Share this

Rain in California, a time to ask hard questions

 Laguna Lake, San Luis Obispo, California

The Story of Drought has opened a new chapter in California this week, with a welcomed pouring rain storm: the most rain to fall in Los Angeles in two years. As California enters its fourth year of a drought, the immediate concern of the state’s water managers is that the rains will send the wrong signal to the population. But as crucial as water conservation is, the signal we need today is one that would begin to address the social, economic and political drivers that cause climate change.

Droughts are very slow weather disasters that can go unnoticed even as rain falls and ground water supplies are drying up. We keep saying that California and other western states are entering into the fourth year of a drought, but the real truth is, California and many areas of the west have been living for too long on borrowed water from aquifers and mountain snowpack that will not be renewed. The modern history of water in California going back to the destruction of the Paiute irrigation system and the Owen’s Valley water diversion are part of a pattern of mismanagement and abuse that is still reverberating today.

Like droughts, many of the underlying causes of climate change are not perceived as threats when first encountered. Three interconnected drivers that are major contributors to climate change are global trade, industrial agriculture and the petroleum production and consumption.

Some of the greatest losses to drought in in the west have been in agricultural where no water for irrigation and the lack rainfall has left many farmers and ranchers with barren fields, pastures and orchards. But long before the rain stopped falling in 2010, our agricultural economy was defined by low prices for farmers combined with price volatility and the absence of any system to manage supply production, all of which helped create the climate crisis we face today.

These conditions in agriculture have led to larger and larger farms deficient in crop or livestock diversity and dependent on the use of energy intensive petroleum-based synthetic fertilizers. Industrial meat production alone has become a significant source greenhouse gas emissions. And where does all the cheap grain and meat produced in this corporate controlled system go? Into a global trading system that reinforces through export dumping agricultural practices that cause climate change.

An example is the new $100 million powdered milk plant being built in drought prone western Kansas by the Chinese dairy company, Yili, and its partner, Dairy Farmers of America. It is projected that the plant will produce 80,000 metric tons of milk powder a year for export to China.

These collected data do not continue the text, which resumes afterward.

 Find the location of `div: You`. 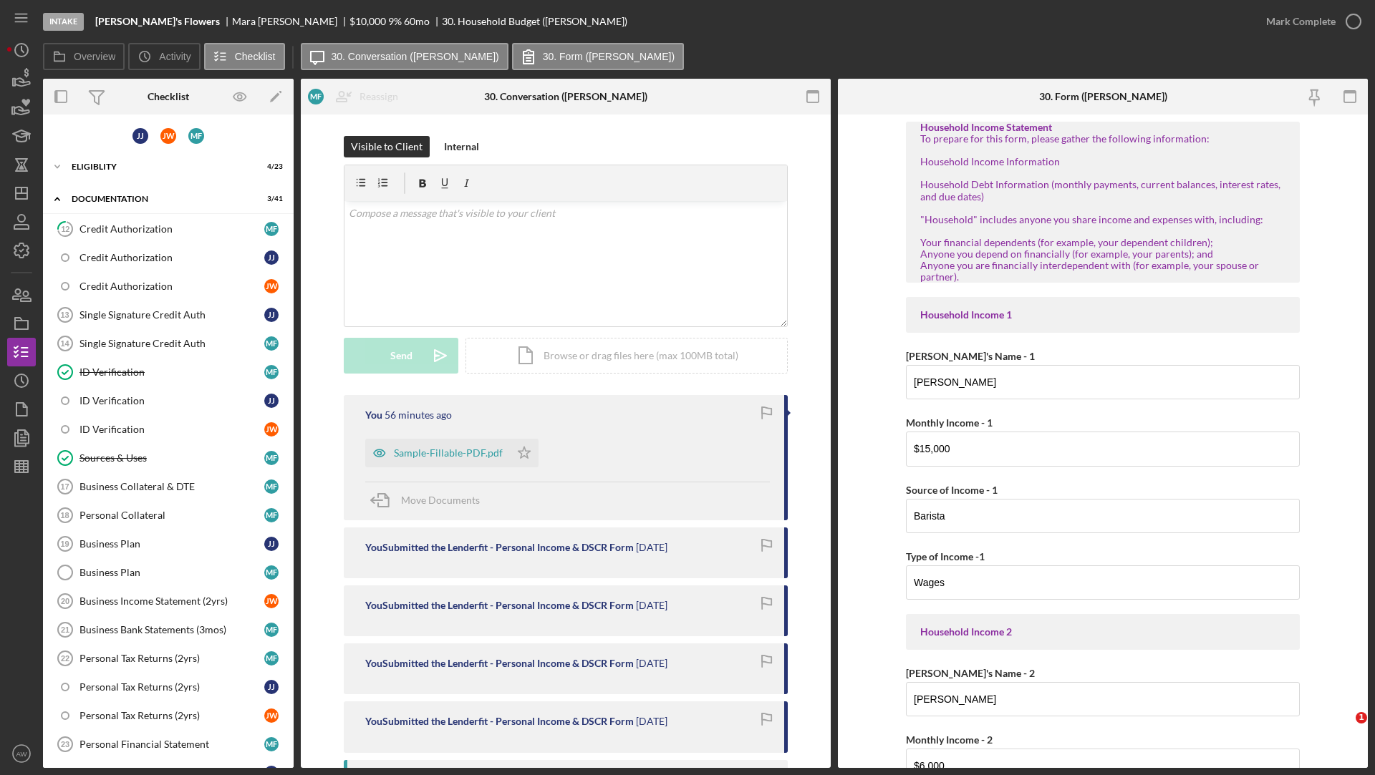

div: You is located at coordinates (374, 415). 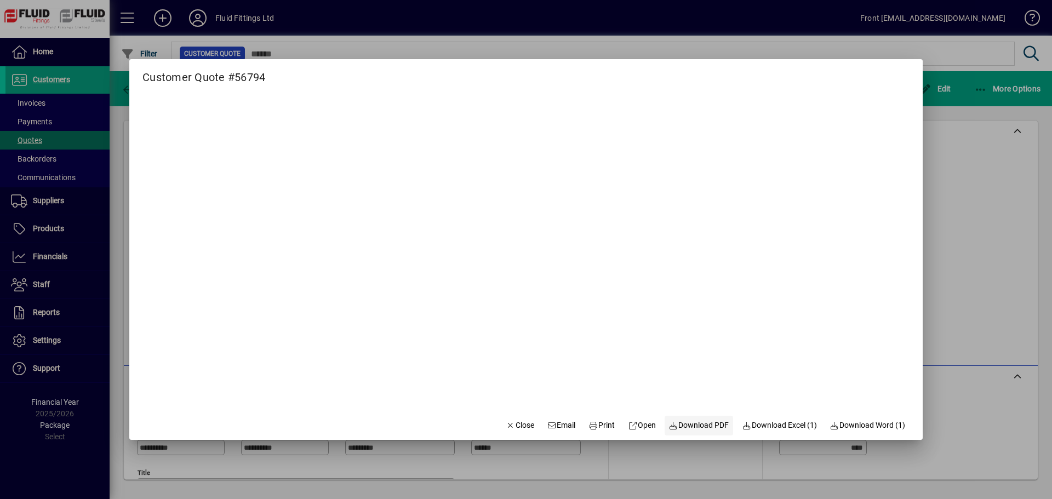 I want to click on button: Download Word (1), so click(x=868, y=426). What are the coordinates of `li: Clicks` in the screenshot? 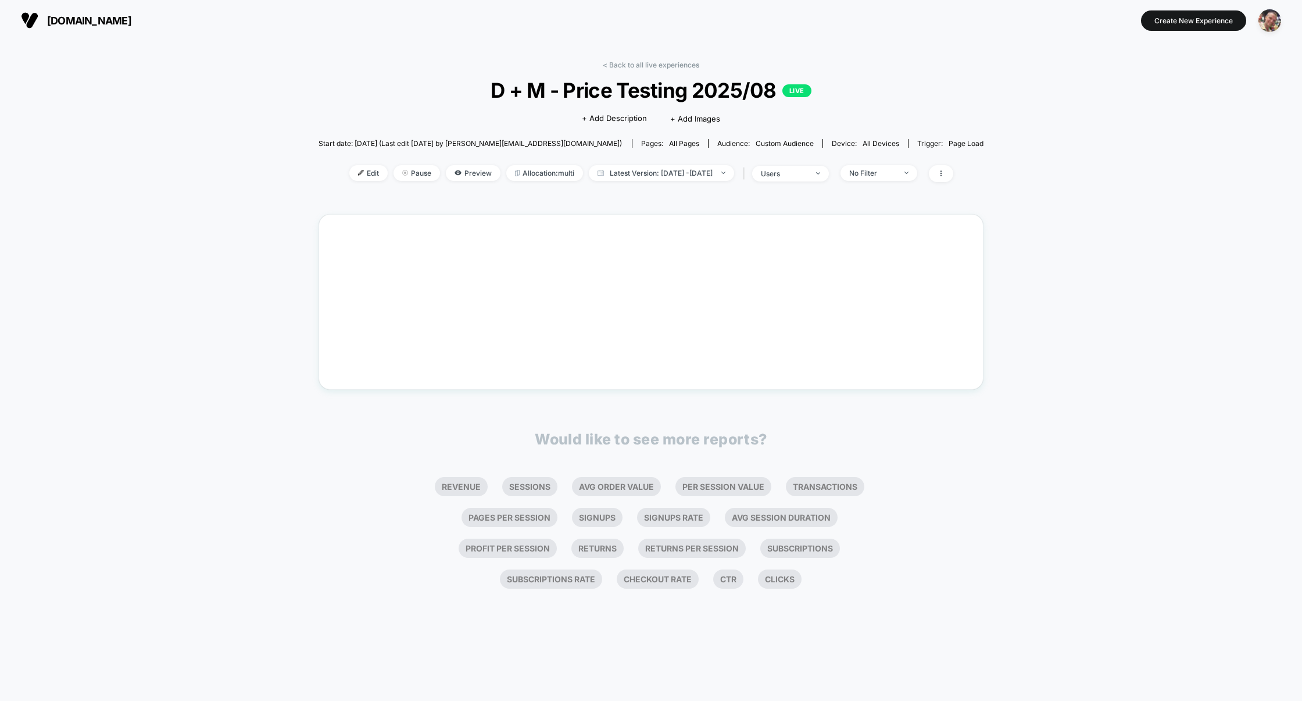 It's located at (780, 579).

This mega dairy project will add to the production of greenhouse gasses, deplete precious western water resources and as the final product is shipped thousands of miles away, the farmers in Kansas will be left with lagoons full of manure. It will be a colossal misuse of  energy, natural resources, and water and likely to leave Kansas dairy a step closer to becoming contract workers like most chicken farmers.

What starts out as a sunny day can turn to months and years of a terrible drought. The underlying causes of too many sunny days is very complex, but we if don’t begin to address the underlying forces that contribute to the climate change, all our conservation efforts will be for naught.